Frieda y Diego Rivera by Frida Kahlo
Our new landlord just called. I picked up the phone;
“Hello?”
“Hello, uh, Mrs. Burns?”
“Uh, no.”
Silence. I wait. Ball’s in his court.
“Um, is this Darby?”
“Yes, it is.”
“And, uh, you’re not Mrs. Burns?”
“No. I am not. I am Darby Strong.”
I relay this chapter because enough is enough. First of all, I would be Mrs. Burn, no “S”, as my loved one’s surname is Burn. Secondly, are we living in the year 2005, or did I just get bonked on the head with the Betty Crocker cookbook while darning my husbands socks and end up in Patriarchville, USA? Sometimes, it is difficult to tell.

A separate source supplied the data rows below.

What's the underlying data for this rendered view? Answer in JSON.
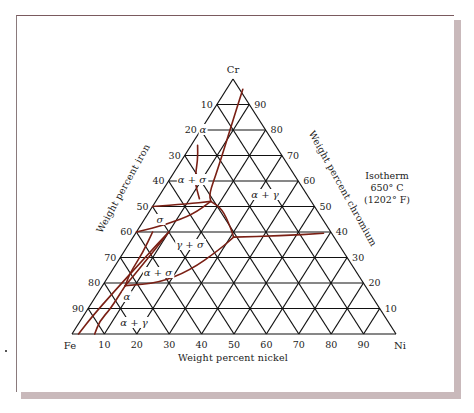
{
  "figure": {
    "corners": {
      "top": "Cr",
      "left": "Fe",
      "right": "Ni"
    },
    "axis_labels": {
      "left": "Weight percent iron",
      "right": "Weight percent chromium",
      "bottom": "Weight percent nickel"
    },
    "isotherm": {
      "line1": "Isotherm",
      "line2": "650° C",
      "line3": "(1202° F)"
    },
    "ticks": {
      "iron": [
        "10",
        "20",
        "30",
        "40",
        "50",
        "60",
        "70",
        "80",
        "90"
      ],
      "chromium": [
        "90",
        "80",
        "70",
        "60",
        "50",
        "40",
        "30",
        "20",
        "10"
      ],
      "nickel": [
        "10",
        "20",
        "30",
        "40",
        "50",
        "60",
        "70",
        "80",
        "90"
      ]
    },
    "regions": [
      {
        "label": "α",
        "x": 203,
        "y": 133
      },
      {
        "label": "α + σ",
        "x": 192,
        "y": 183
      },
      {
        "label": "α + γ",
        "x": 265,
        "y": 198
      },
      {
        "label": "σ",
        "x": 160,
        "y": 223
      },
      {
        "label": "γ + σ",
        "x": 190,
        "y": 248
      },
      {
        "label": "α + σ",
        "x": 158,
        "y": 276
      },
      {
        "label": "α",
        "x": 127,
        "y": 300
      },
      {
        "label": "α + γ",
        "x": 134,
        "y": 326
      }
    ],
    "colors": {
      "grid": "#111111",
      "phase_boundary": "#7a1f14",
      "shadow": "#c9b9bb"
    }
  },
  "chart_data": {
    "type": "ternary",
    "vertices": [
      "Cr",
      "Fe",
      "Ni"
    ],
    "axes": {
      "iron": {
        "label": "Weight percent iron",
        "ticks": [
          10,
          20,
          30,
          40,
          50,
          60,
          70,
          80,
          90
        ]
      },
      "chromium": {
        "label": "Weight percent chromium",
        "ticks": [
          10,
          20,
          30,
          40,
          50,
          60,
          70,
          80,
          90
        ]
      },
      "nickel": {
        "label": "Weight percent nickel",
        "ticks": [
          10,
          20,
          30,
          40,
          50,
          60,
          70,
          80,
          90
        ]
      }
    },
    "grid_step": 10,
    "phase_regions": [
      "α",
      "α + σ",
      "α + γ",
      "σ",
      "γ + σ",
      "α + σ",
      "α",
      "α + γ"
    ],
    "boundaries_note": "Phase boundaries (curves in Ni/Cr wt%)",
    "boundaries": [
      {
        "name": "alpha-upper-right",
        "points_ni_cr": [
          [
            5,
            96
          ],
          [
            9,
            80
          ],
          [
            13,
            64
          ],
          [
            15,
            55
          ],
          [
            17,
            52
          ]
        ]
      },
      {
        "name": "alpha-upper-left",
        "points_ni_cr": [
          [
            2,
            74
          ],
          [
            5,
            68
          ],
          [
            8,
            60
          ],
          [
            13,
            53
          ]
        ]
      },
      {
        "name": "sigma-top",
        "points_ni_cr": [
          [
            0,
            50
          ],
          [
            10,
            51
          ],
          [
            17,
            52
          ]
        ]
      },
      {
        "name": "sigma-mid",
        "points_ni_cr": [
          [
            17,
            52
          ],
          [
            22,
            49
          ],
          [
            28,
            42
          ],
          [
            31,
            38
          ]
        ]
      },
      {
        "name": "gamma-right",
        "points_ni_cr": [
          [
            31,
            38
          ],
          [
            45,
            38.5
          ],
          [
            58,
            39.5
          ]
        ]
      },
      {
        "name": "sigma-lower",
        "points_ni_cr": [
          [
            0,
            40
          ],
          [
            8,
            43
          ],
          [
            14,
            47
          ],
          [
            17,
            52
          ]
        ]
      },
      {
        "name": "gamma-sigma-lower",
        "points_ni_cr": [
          [
            31,
            38
          ],
          [
            29,
            33
          ],
          [
            24,
            25
          ],
          [
            17,
            20
          ],
          [
            7,
            19
          ]
        ]
      },
      {
        "name": "left-alpha-1",
        "points_ni_cr": [
          [
            2,
            0
          ],
          [
            3,
            8
          ],
          [
            5,
            18
          ],
          [
            7,
            27
          ],
          [
            9,
            36
          ],
          [
            10,
            40
          ]
        ]
      },
      {
        "name": "left-alpha-2",
        "points_ni_cr": [
          [
            5,
            40
          ],
          [
            6,
            32
          ],
          [
            6,
            24
          ],
          [
            7,
            19
          ]
        ]
      },
      {
        "name": "left-alpha-3",
        "points_ni_cr": [
          [
            10,
            40
          ],
          [
            9,
            32
          ],
          [
            8,
            25
          ],
          [
            7,
            19
          ]
        ]
      },
      {
        "name": "left-alpha-4",
        "points_ni_cr": [
          [
            7,
            0
          ],
          [
            6,
            5
          ],
          [
            7,
            10
          ],
          [
            7,
            19
          ]
        ]
      }
    ]
  }
}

I had reported earlier that our move to the South had unearthed this strange beast, marked by its constant assumption that two heterosexual beings seen together, anywhere, must be married. This beast presides within a huge amount of the population here, but somehow has not spread to the more progressive areas of the South and seems to have never survived in the North. I, being from the North, haven’t the immunity required to deflect the neverending barrage of male identity placed upon my femaleness. My system is weak against the husband assumption strain of the beast, and I don’t particularly care for the shot that helps me get used to it, either.